Tuesday, February 21, 2012

Probability

Mathematics: Standard Multiple Choice

Read the following SAT Question and then select your answer. 

Remember to take the time to read carefully, to note the bottom line, to choose the fastest way to solve the problem, and to match your solution to the answer choices.

Of 5 employees, 3 are to be assigned an office and 2 are to be assigned a cubicle. If 3 of the employees are men and 2 are women, and if those assigned to the office are to be chosen at random, what is the probability that the offices will be assigned to 2 of the men and 1 of the women?

First, read carefully. There is a trap lurking here; it is easy to assume that the 3 men will get the offices and the 2 women will get cubicles just because the numbers match up. However, the question says that the offices are assigned randomly, not based on gender, so you will need a more sophisticated way to solve the problem. What is the bottom line? The question asks for "the probability that the offices will be assigned to 2 of the men and 1 of the women," so abbreviate that and put it at the top of your scratch work.

prob m,m,w=?

Probabilities are simply fractions with the total number of possibilities in the denominator and the relevant possibilities in the numerator.

To find the denominator, you need the number of combinations of 3 employees that you can create from a larger group of 3 men and 2 women. To do that, draw a blank for each employee that you select from the larger group and fill in each blank with the number of possibilities it represents.

  5      4      3  

Multiply these numbers to get the number of ways to arrange three employees. Since you do not need to line them up in a certain order, some of these arrangements will be duplicates of the same combination. That means you will need to divide. When looking for combinations, divide by the factorial of the number of items to eliminate double-counting. In this case, there are 3 blanks, so you need to divide by 3!



Canceling the 3's and the 2 will leave you with    total possible combinations of 3 employees, regardless of gender. That is your denominator.


Next, you need to find the numerator. Draw three blanks again, but this time you will be more particular about what goes into them. Two blanks will be for men, and the third is for a woman. You start with three men and two women, so your blanks should look like this:

  3      2      2  

This time you only have two places that might get mixed up, the two blanks for male employees. multiply those blanks together and then divide by 2! to make sure you are counting combinations, not permutations. You also need to multiply by 2 to account for your female employees.



The 2s cancel out, leaving  possible combinations of 2 male and 1 female employee. This number represents the number of relevant possibilities, the numerator in the probability formula.


Put the probability formula together now that you have found both parts, and reduce it to lowest terms.



Finally, find this solution among the answer choices and mark it.











The answer is D.

On sat.collegeboard.org, 40% of responses were correct.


» HOW TO COMPLETE THIS TASK
Please print nothing but the lines from the one containing "The image size" to the final line below, exactly, and no pictures.

» STORED DATA
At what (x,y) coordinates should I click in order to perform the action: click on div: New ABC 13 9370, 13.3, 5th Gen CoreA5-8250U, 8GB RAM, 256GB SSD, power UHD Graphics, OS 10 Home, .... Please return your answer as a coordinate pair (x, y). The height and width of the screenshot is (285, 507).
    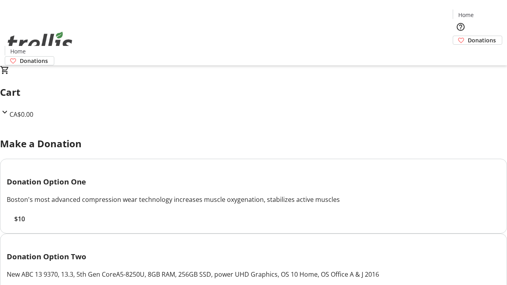
    Looking at the image, I should click on (254, 275).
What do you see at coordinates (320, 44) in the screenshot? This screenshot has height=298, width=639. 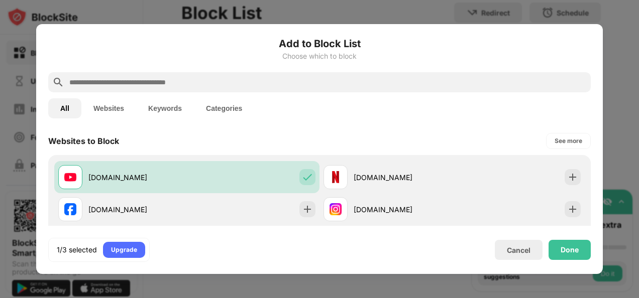 I see `h6: Add to Block List` at bounding box center [320, 44].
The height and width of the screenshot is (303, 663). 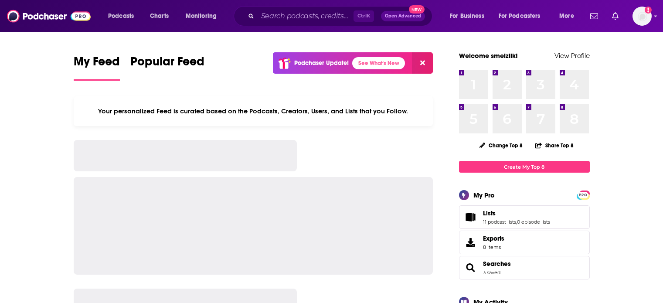 What do you see at coordinates (583, 195) in the screenshot?
I see `span: PRO` at bounding box center [583, 195].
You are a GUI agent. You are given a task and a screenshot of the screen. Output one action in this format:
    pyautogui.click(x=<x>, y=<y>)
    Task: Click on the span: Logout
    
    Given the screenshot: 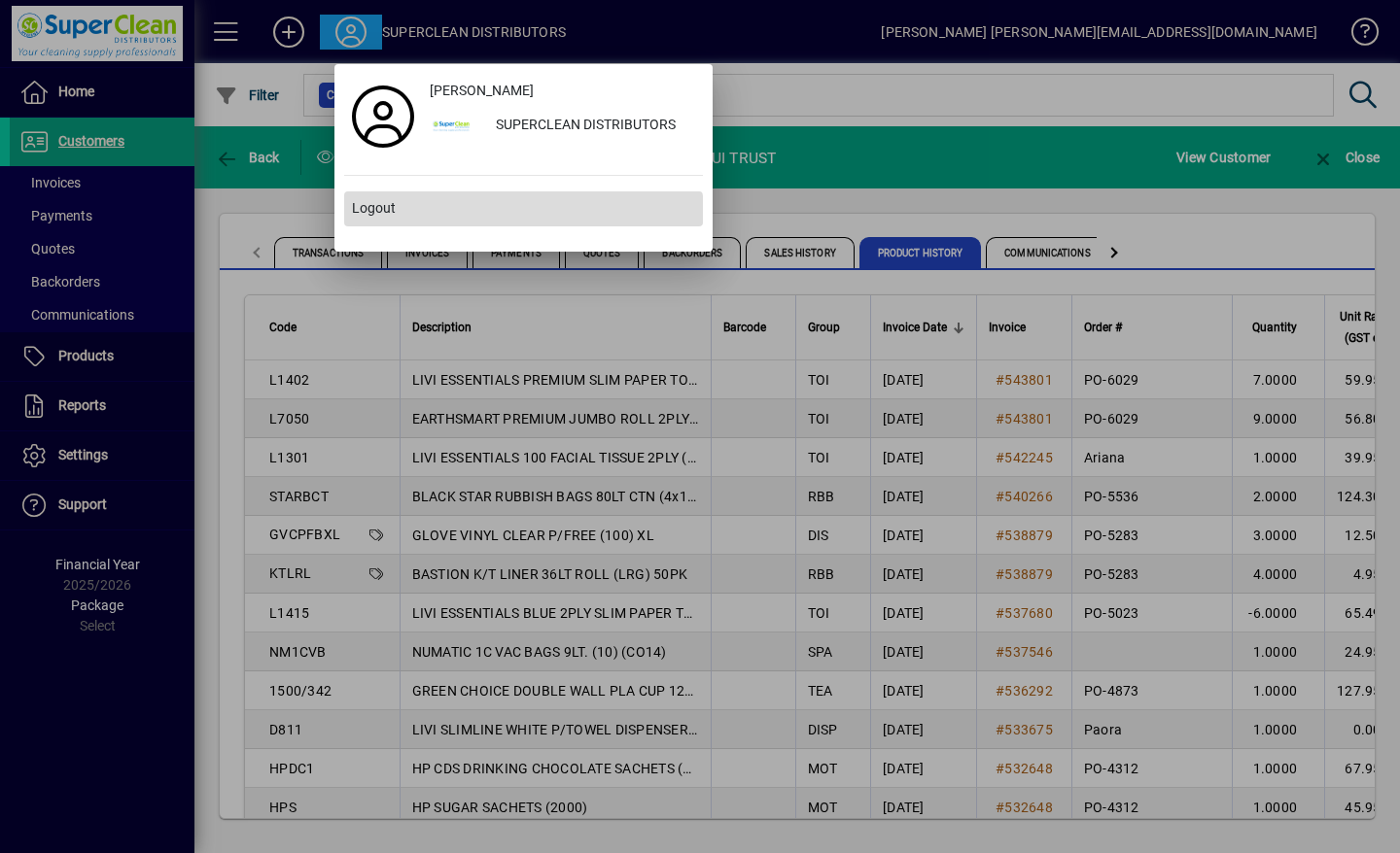 What is the action you would take?
    pyautogui.click(x=373, y=208)
    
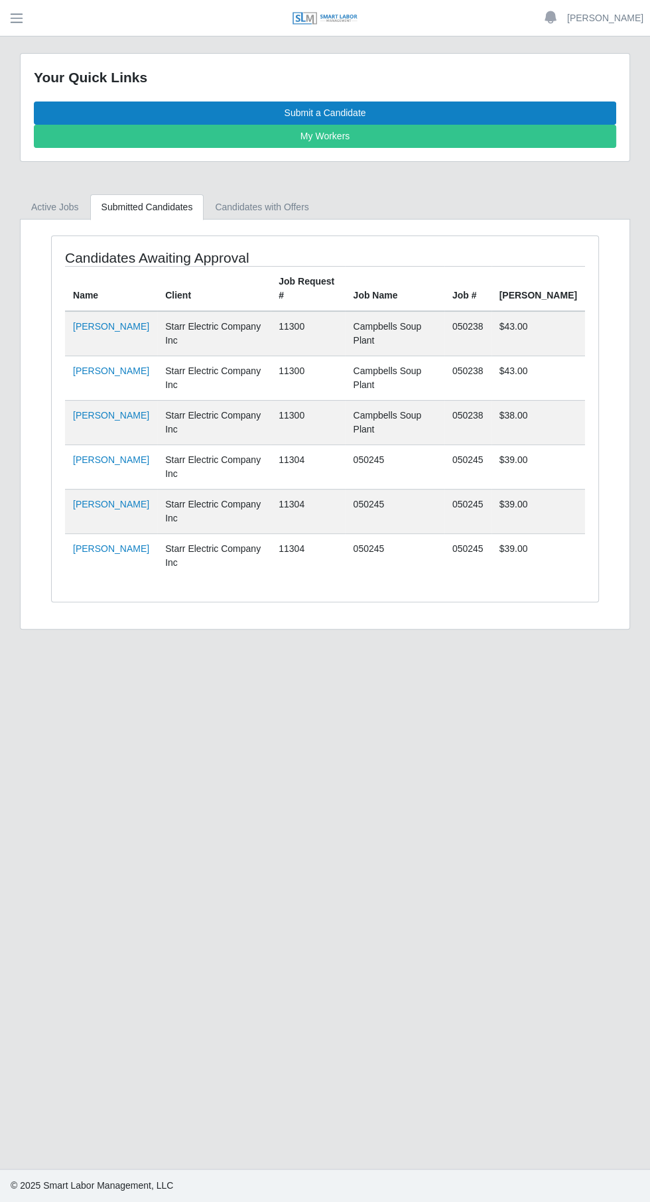  I want to click on div: Your Quick Links, so click(325, 78).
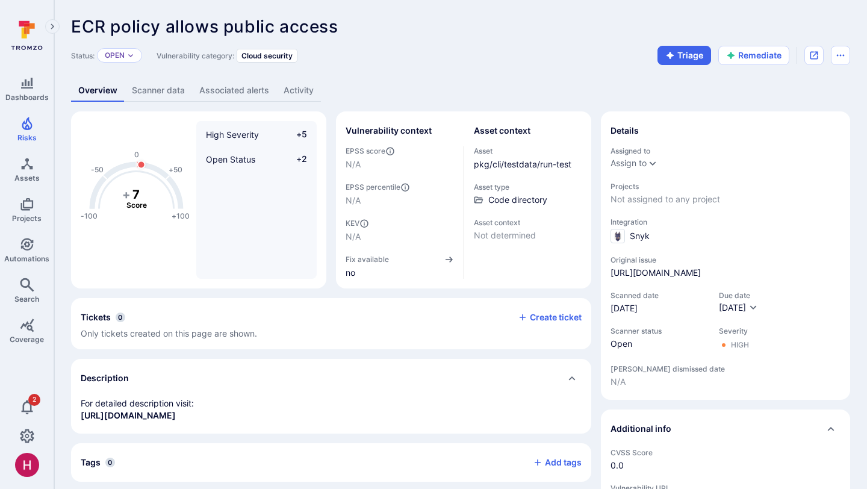 This screenshot has height=489, width=867. Describe the element at coordinates (27, 97) in the screenshot. I see `span: Dashboards` at that location.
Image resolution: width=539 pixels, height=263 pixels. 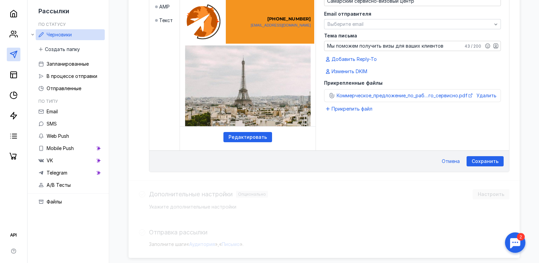 I want to click on button: Сохранить, so click(x=485, y=161).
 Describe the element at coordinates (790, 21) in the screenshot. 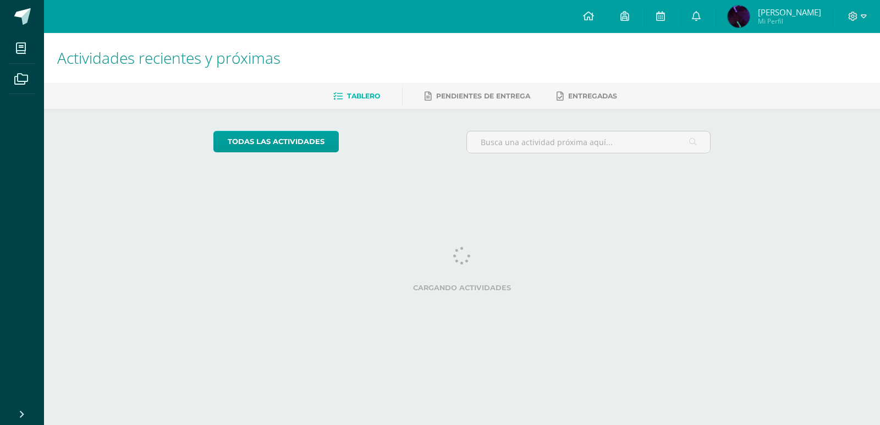

I see `span: Mi Perfil` at that location.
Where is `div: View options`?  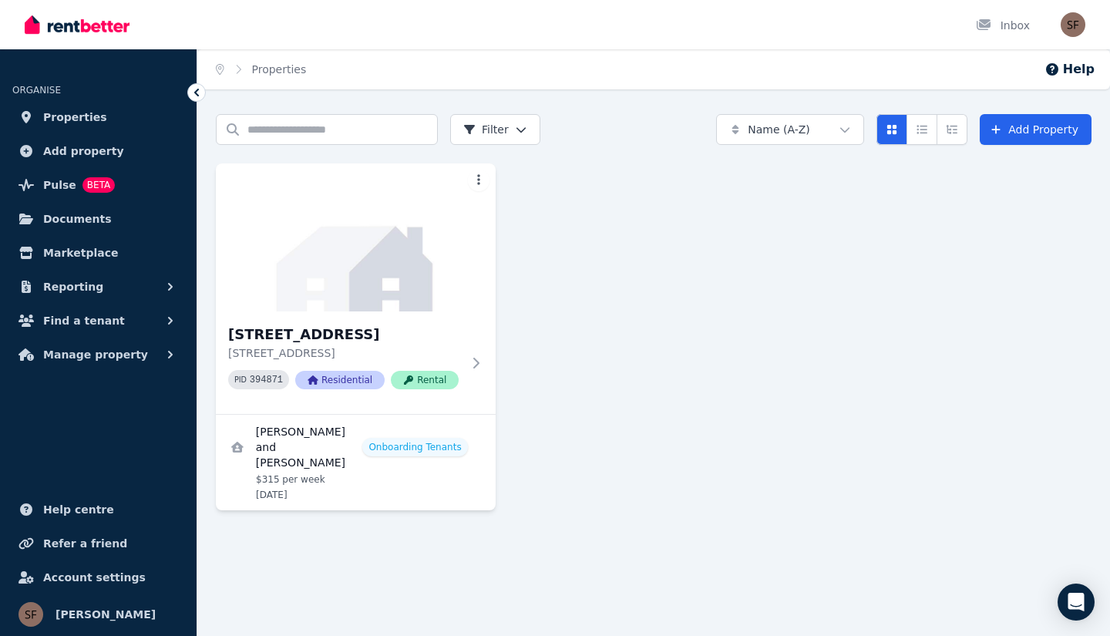
div: View options is located at coordinates (922, 129).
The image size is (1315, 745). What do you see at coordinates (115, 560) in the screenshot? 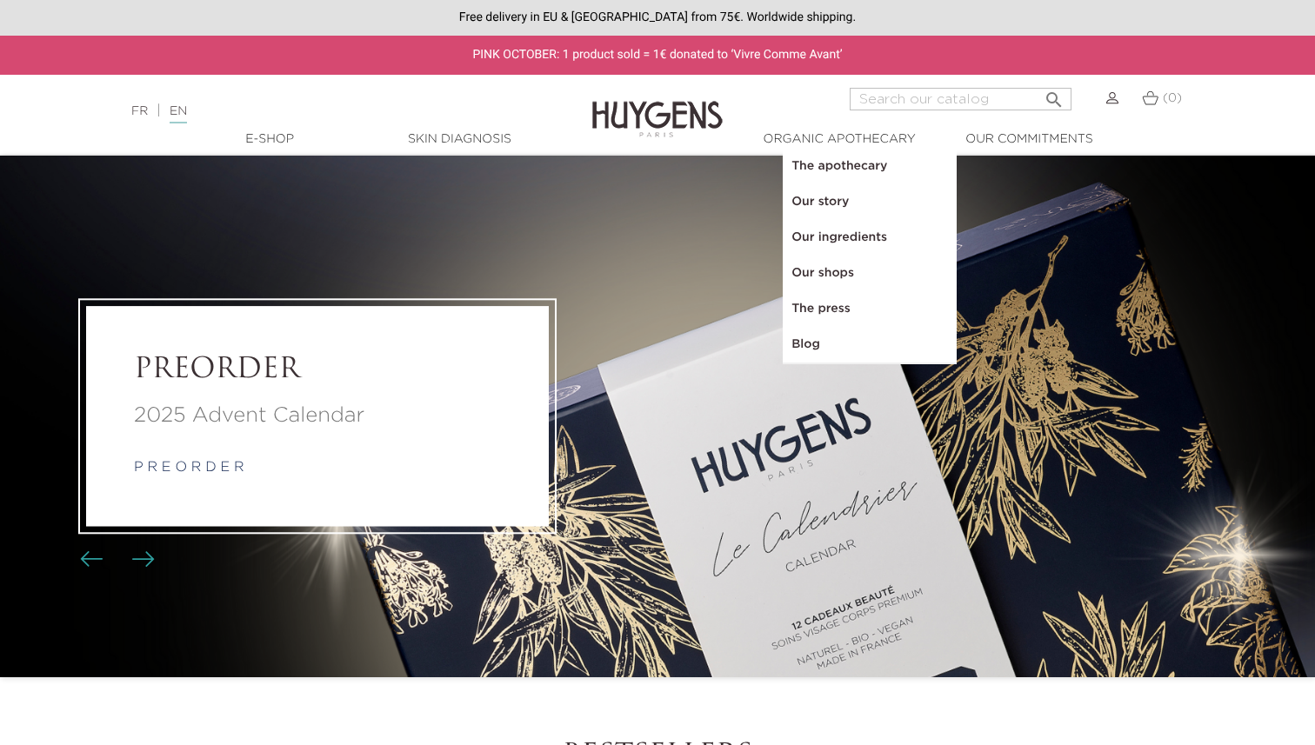
I see `div: Carousel buttons` at bounding box center [115, 560].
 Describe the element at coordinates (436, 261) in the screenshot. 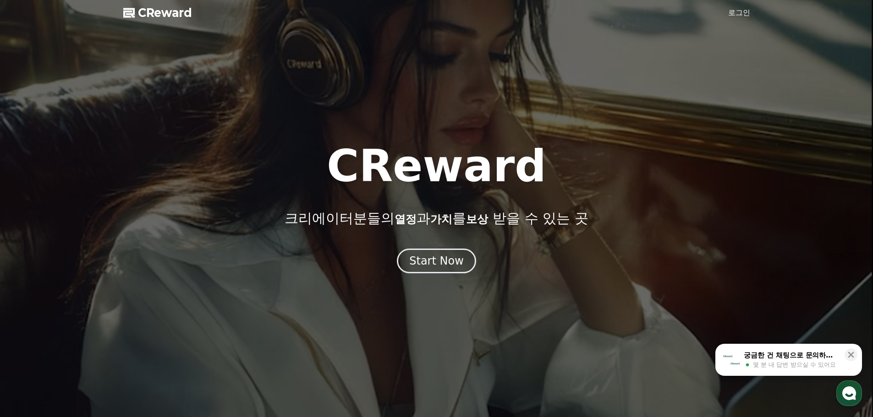

I see `div: Start Now` at that location.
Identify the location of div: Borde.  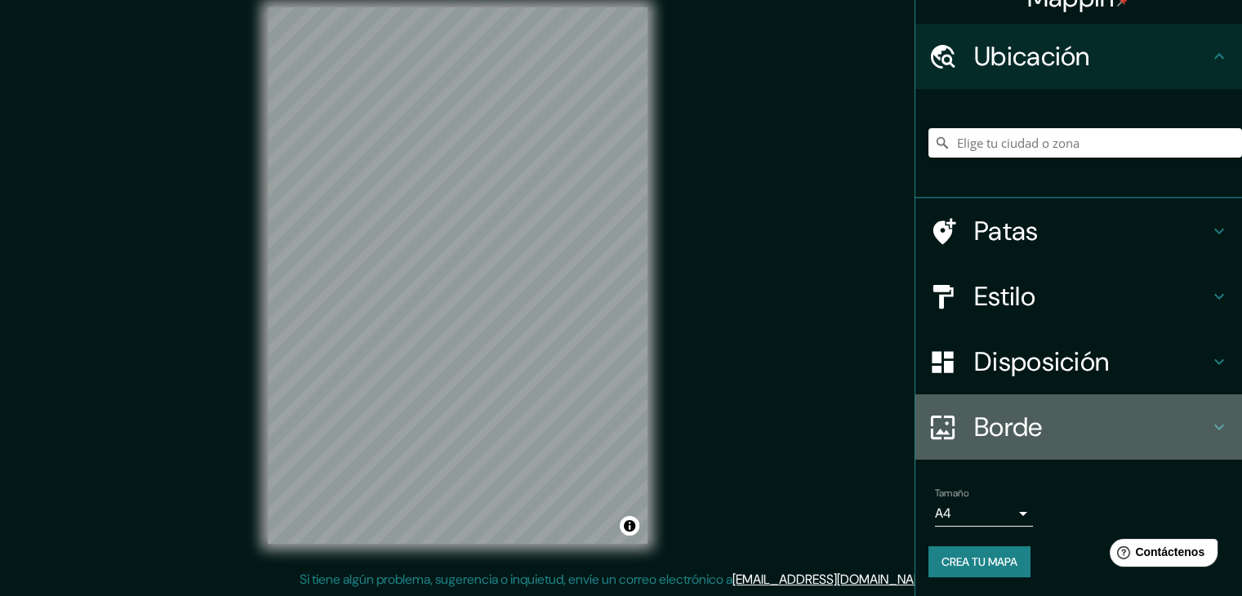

» TASK SOLUTION
The image size is (1315, 745). What do you see at coordinates (115, 560) in the screenshot? 
I see `div: Carousel buttons` at bounding box center [115, 560].
 Describe the element at coordinates (436, 261) in the screenshot. 

I see `div: Start Now` at that location.
Identify the location of div: Borde.  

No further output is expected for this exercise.